“Fine consolation, that is!”

This time the old man found words, for they were in his heart, and so came straight to his lips.

“At least, don’t say it to your mother.”

“My mother! She would have done better not to have brought me into the world, my mother!”

“Yes,” assented Padron ’Ntoni, “it would have been better she had not borne you, if you are to begin to talk in this way.”

For a minute ’Ntoni didn’t know what to say, then he began: “Well, I mean it for your good, too—for you, for my mother, for us all. I want to make her rich, my mother! that’s what I want. Now we’re tormenting ourselves for the house, and for Mena’s dowry; then Lia will grow up, and she’ll want a dowry too, and then a bad year will throw us all back into misery. I don’t want to lead this life any longer. I want to change my condition and to change yours. I want that we should be rich—mamma, Mena, you, Alessio, all of us.”

Padron ’Ntoni opened his eyes very wide and listened, pondering, to this discourse, which he found very hard to understand. “Rich!” he said, “rich! And what shall we do when we are rich?” ’Ntoni scratched his head, and began to wonder himself what he should do in such a case. “We should do what other people do,” he said—“go and live in town, and do nothing, and eat meat.”

“In town! go and live in town by yourself. I choose to die where I was born;” and thinking of the house where he was born, which was no longer his, he let his head drop on his breast. “You are but a boy; you don’t know what it is,” he said; “you don’t know, you don’t know! When you can no longer sleep in your own bed, or see the light come in through your own window, you’ll see what it is. I am old, and I know!” The poor old man coughed as if he would suffocate, with bent shoulders, shaking his head sadly. “‘His own nest every bird likes best.’ Look at those swallows; do you see them? They have always made their nest there, and they still return to make it there, and never go away.”

“But I am not a swallow,” said ’Ntoni. “I am neither a bird nor a beast. I don’t want to live like a dog on a chain, or like Cousin Alfio’s ass, or like a mule in a mill, that goes round and round, turning the same wheel forever. I don’t want to die of hunger in a corner, or to be eaten up by sharks.”

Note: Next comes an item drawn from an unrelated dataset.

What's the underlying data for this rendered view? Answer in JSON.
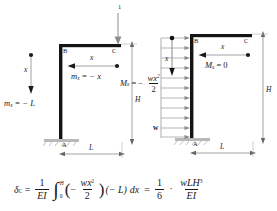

“Thank God, rather, that you were born here, and pray that you may not come to die far from the stones that you know. ‘Who changes the old for the new changes for the worse all through.’ You are afraid of work, are afraid of poverty; I, who have neither your youth nor your strength, fear them not. ‘The good pilot is known in the storm.’ You are afraid of having to work for your bread, that is what ails you! When my father, rest his soul, left me the Provvidenza and five mouths to feed, I was younger than you are now, and I was not afraid; and I have done my duty without grumbling; and I do it still, and I pray God to help me to do it as long as I live, as your father did, and your brother Luca, blessed be their souls! who feared not to go and die where duty led them. Your mother, too, has done hers, poor little woman, hidden inside four walls; and you know not the tears she has shed, nor how many she sheds now, because you want to go and leave her; nor how in the morning your sister finds her sheets wet with tears. And nevertheless she is silent, and does not talk of you nor of the hard things you say to her; and she works, and puts together her provision, poor busy little ant that she is; and she has never done anything else all her life long—before she had so many tears to shed, and when she suckled you at her breast, and before you could go alone, or the temptation had come over you to go wandering like a gypsy about the world.”